Body Fat Calculator
Estimate body fat percentage from tape-measure circumferences using the US Navy method — no calipers needed. Get your body fat %, ACE category, and category range instantly.
Input
In centimeters or inches, per the Units selection above.
Circumference at navel level.
Circumference just below the larynx.
Output
| Metric | Value |
|---|---|
| No data yet | |
Guides
What does this calculator do?
This tool estimates your body fat percentage from a few tape-measure circumferences using the US Navy method — the same tape-based approach the US military uses for body composition screening, and the most common circumference-based method used by web calculators. No skinfold calipers, scales, or DEXA scans required — just a height and a couple of tape measurements.
Formula:
- Men:
%BF = 495 / (1.0324 − 0.19077 × log10(waist − neck) + 0.15456 × log10(height)) − 450 - Women:
%BF = 495 / (1.29579 − 0.35004 × log10(waist + hip − neck) + 0.22100 × log10(height)) − 450
All measurements (height, waist, neck, hip) go in as centimeters; the tool converts imperial (inch) input automatically. The formula comes from a body-density regression published by Hodgdon & Beckett (1984), converted to a percentage via the Siri equation.

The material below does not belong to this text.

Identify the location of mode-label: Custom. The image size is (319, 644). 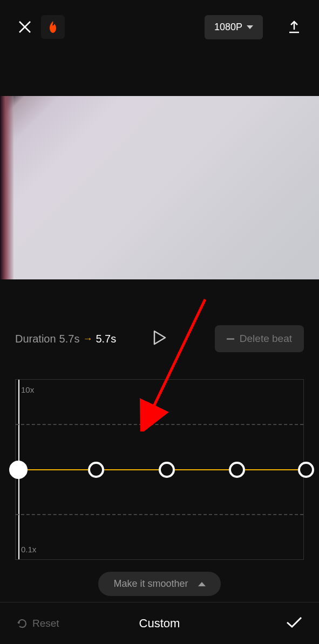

Worked example: a man who is 180 cm tall with an 85 cm waist and a 38 cm neck: log10(85 − 38) ≈ 1.672, log10(180) ≈ 2.255. The denominator works out to about 1.062, so %BF = 495 / 1.062 − 450 ≈ 16.1% — squarely in the "Fitness" category.
How to use it
- Select your sex — the formula and category thresholds differ for men and women.
- Choose metric (cm) or imperial (inches) for your measurements.
- Enter your height.
- Enter your waist circumference, measured at navel level.

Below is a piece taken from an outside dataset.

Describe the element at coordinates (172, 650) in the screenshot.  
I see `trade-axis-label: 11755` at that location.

- Enter your neck circumference, measured just below the larynx.
- If you selected female, enter your hip circumference at its widest point (this field only appears for women — the men's formula doesn't use it).
- Your body fat percentage, category, and category range appear instantly and update as you type. Copy or download the result as CSV.
Body fat percentage categories
These are the standard ACE (American Council on Exercise) classifications used to interpret the result:
| Category | Men | Women |
|---|---|---|
| Essential Fat | 2–5% | 10–13% |
| Athletes | 6–13% | 14–20% |
| Fitness | 14–17% | 21–24% |
| Average | 18–24% | 25–31% |
| Obese | 25%+ | 32%+ |
FAQ
How accurate is the Navy method? It's an estimate, typically within about 3-4 percentage points of more precise methods like DEXA scans for most body types. It's popular precisely because it needs no special equipment — just a tape measure — while still being more consistent than a simple BMI-based guess. Accuracy can drop for very lean or very heavy body types, or unusual body-fat distributions.
Why do men and women use different formulas? Men and women store fat differently — women's formula factors in hip circumference because women tend to carry more fat around the hips, while men's formula relies only on waist and neck. Using the wrong formula for your sex will produce a meaningfully inaccurate result.
Why does the tool say my measurements are invalid?
For men, waist must be larger than neck; for women, waist plus hip must be larger than neck. These circumferences enter the formula as waist − neck (or waist + hip − neck), and that value must be positive — a measurement error or unit mismatch (mixing inches and centimeters) is the usual cause.
How should I measure waist, neck, and hip? Use a flexible tape measure, pulled snug but not compressed against the skin. Measure your waist at navel level, your neck just below the larynx (Adam's apple), and — for women — your hips at their widest point. Measure standing relaxed, not flexed, for consistency between measurements.
Can I use this to track progress over time? Yes — since it only needs a tape measure, it's easy to re-measure weekly or monthly. Keep your measurement technique consistent (same spots, same tension) so changes reflect real body composition shifts rather than measurement variance.
Privacy
All calculations run entirely in your browser (or via the API if you call it programmatically) — no measurements are uploaded or stored. This is an estimate only, not a substitute for a professional body composition assessment (DEXA, hydrostatic weighing, or a qualified clinician).